→ Work task: Using the records below, reproduce exactly the lines from the one containing "Image resolution: width=569" through the end, and nothing more; skip the images.

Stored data

↓

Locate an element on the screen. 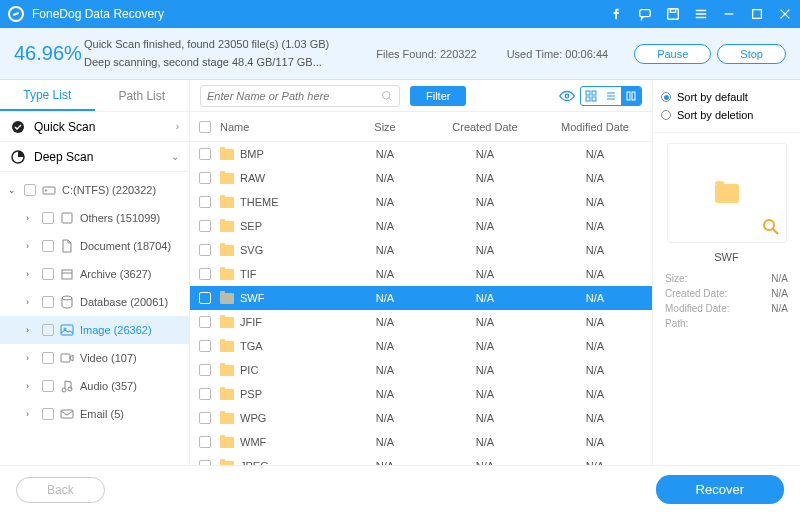 Image resolution: width=800 pixels, height=513 pixels. view-list-icon is located at coordinates (611, 96).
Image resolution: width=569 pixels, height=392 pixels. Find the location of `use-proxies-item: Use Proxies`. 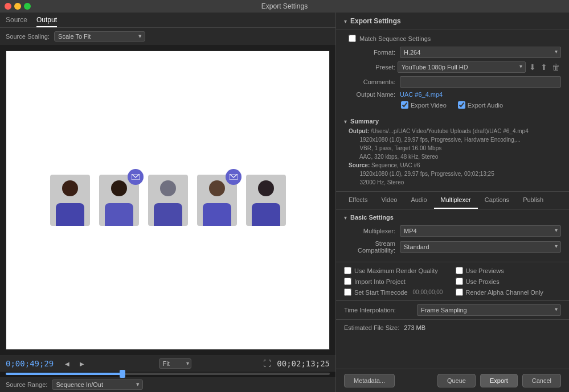

use-proxies-item: Use Proxies is located at coordinates (509, 281).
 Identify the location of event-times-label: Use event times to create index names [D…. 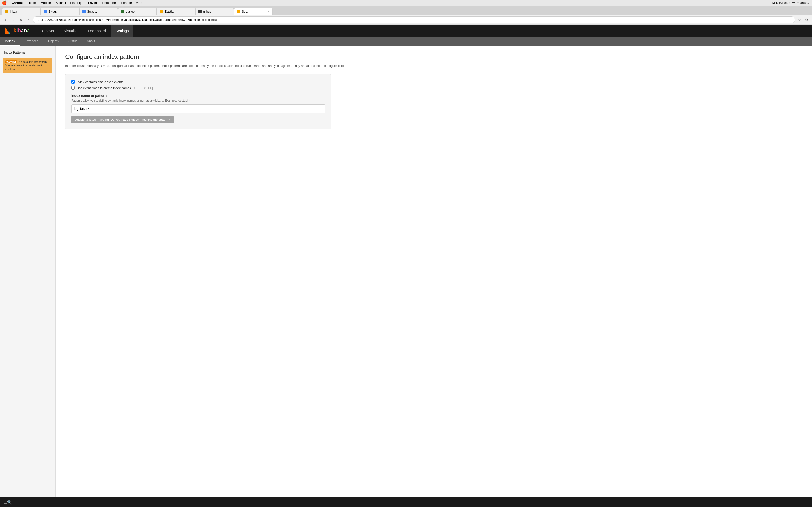
(115, 88).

↑

→ Task solution:
Image resolution: width=569 pixels, height=392 pixels. Find the location of `use-proxies-item: Use Proxies`. 

use-proxies-item: Use Proxies is located at coordinates (509, 281).
 Identify the location of event-times-label: Use event times to create index names [D…. 
(115, 88).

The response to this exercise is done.